From School Library Journal
PreSchool-Grade 3-Clorinda is happy with her bovine life on the farm until the fateful November day that she goes into town to vote, and ends up watching a ballet. Deciding to become a dancer, she puts on a tutu and practices in the barn on a stage that a farmhand builds for her. Although the other animals are not supportive ("No, no. That won't do./You're only a cow, and what they do is MOO!"), the farmhand is more encouraging, and Clorinda heads for New York City. She takes a job waiting tables to pay the bills and continues going on auditions. She finally gets her big break in Giselle, but soon comes to realize that dancing is not the best occupation for a cow. She heads home only to realize that she can still perform there. The colorful and zany illustrations are classic Kellogg. The pictures are filled with motion, and Clorinda manages to achieve a certain grace, despite her lumbering appearance. The spread where she flattens the dance partner who is trying to catch her is laugh-out-loud funny. This story told in rhyme is sure to produce many chuckles from youngsters who will delight in Clorinda's dreams of stardom.
Kristin de Lacoste, South Regional Public Library, Pembroke Pines, FLCopyright 2003 Reed Business Information, Inc.
PreS-Gr. 2. Clorinda is just a farm cow until she goes to the ballet. There, a dream is born. A clever rhyming text (which successfully scans!) follows Clorinda to New York, where she waits tables as she hopes for the chance to show the world she can really dance. Rejection? Of course: "We simply aren't hiring cows now, my dear." But she perseveres, and is finally able to phone Farmer Len with the news that she's going to dance
Giselle. Still, there are problems. She warns fellow dancer Lou that he may not be able to catch her, and, sure enough, in a marvelous two-page spread, the worst happens: Lou is flattened. But the crowd cheers anyway, applauding the dancers' willingness to do their best. Clorinda's debut is also her closing night, but her return to the farm is triumphant; she's enlisted to teach ballet to a delighted array of pigs, chicks, cats, and ducks. As fine a mix of story and message as this is, it's the irrepressible art that makes this book shine. Kellogg is at the top of his game, finding the humor in every line, whipping his scenes into a design so varied that children will never be bored, and offering a bovine so divine that it's hard to take your eyes off her. Much applause for Clorinda.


- **Work instructions**
Check the listing below line by line and report how many lines hold "source", with no other words.

- **Data shown**
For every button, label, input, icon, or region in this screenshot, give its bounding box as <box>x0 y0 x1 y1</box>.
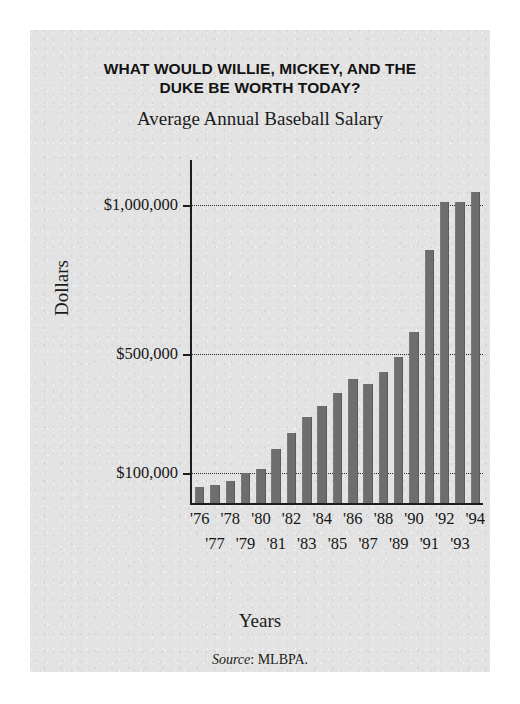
x-tick-label-y93: '93 <box>450 534 469 554</box>
figure-panel: WHAT WOULD WILLIE, MICKEY, AND THE DUKE … <box>30 30 490 672</box>
bar-series <box>192 160 483 503</box>
bar-y87 <box>363 384 372 503</box>
scanned-page: WHAT WOULD WILLIE, MICKEY, AND THE DUKE … <box>0 0 520 704</box>
x-tick-label-y86: '86 <box>343 509 362 529</box>
y-tick-100000 <box>183 473 192 475</box>
x-tick-label-y78: '78 <box>221 509 240 529</box>
y-tick-1000000 <box>183 205 192 207</box>
bar-y92 <box>440 202 449 503</box>
x-tick-label-y85: '85 <box>328 534 347 554</box>
bar-y85 <box>333 393 342 503</box>
x-axis-line <box>190 503 483 505</box>
source-label: Source <box>212 652 250 667</box>
x-tick-label-y84: '84 <box>312 509 331 529</box>
y-axis-label-500000: $500,000 <box>116 344 178 364</box>
x-axis-title: Years <box>30 610 490 632</box>
bar-y90 <box>409 332 418 503</box>
x-tick-label-y92: '92 <box>435 509 454 529</box>
bar-y79 <box>241 473 250 503</box>
bar-y83 <box>302 417 311 503</box>
bar-y82 <box>287 433 296 503</box>
y-axis-label-100000: $100,000 <box>116 463 178 483</box>
bar-y80 <box>256 469 265 503</box>
chart-headline-line-1: WHAT WOULD WILLIE, MICKEY, AND THE <box>30 59 490 78</box>
bar-y89 <box>394 357 403 503</box>
chart-title-block: WHAT WOULD WILLIE, MICKEY, AND THE DUKE … <box>30 59 490 97</box>
x-tick-label-y79: '79 <box>236 534 255 554</box>
x-tick-label-y82: '82 <box>282 509 301 529</box>
bar-y84 <box>317 406 326 503</box>
x-tick-label-y87: '87 <box>358 534 377 554</box>
bar-y81 <box>271 449 280 503</box>
x-tick-label-y83: '83 <box>297 534 316 554</box>
bar-y88 <box>379 372 388 503</box>
x-tick-label-y90: '90 <box>404 509 423 529</box>
bar-y86 <box>348 379 357 503</box>
x-tick-label-y76: '76 <box>190 509 209 529</box>
x-tick-label-y94: '94 <box>466 509 485 529</box>
y-axis-title: Dollars <box>51 276 73 316</box>
bar-y94 <box>471 192 480 503</box>
plot-area: $100,000$500,000$1,000,000 '76'78'80'82'… <box>190 160 483 505</box>
bar-y76 <box>195 487 204 503</box>
bar-y91 <box>425 250 434 503</box>
x-tick-label-y91: '91 <box>420 534 439 554</box>
source-note: Source: MLBPA. <box>30 652 490 668</box>
chart-subtitle: Average Annual Baseball Salary <box>30 108 490 130</box>
bar-y78 <box>226 481 235 503</box>
x-tick-label-y77: '77 <box>205 534 224 554</box>
x-tick-label-y89: '89 <box>389 534 408 554</box>
x-tick-label-y80: '80 <box>251 509 270 529</box>
chart-headline-line-2: DUKE BE WORTH TODAY? <box>30 78 490 97</box>
x-tick-label-y88: '88 <box>374 509 393 529</box>
bar-y93 <box>455 202 464 503</box>
x-tick-label-y81: '81 <box>266 534 285 554</box>
y-tick-500000 <box>183 354 192 356</box>
y-axis-label-1000000: $1,000,000 <box>104 195 178 215</box>
bar-y77 <box>210 485 219 503</box>
source-value: : MLBPA. <box>250 652 308 667</box>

- **Response area**
3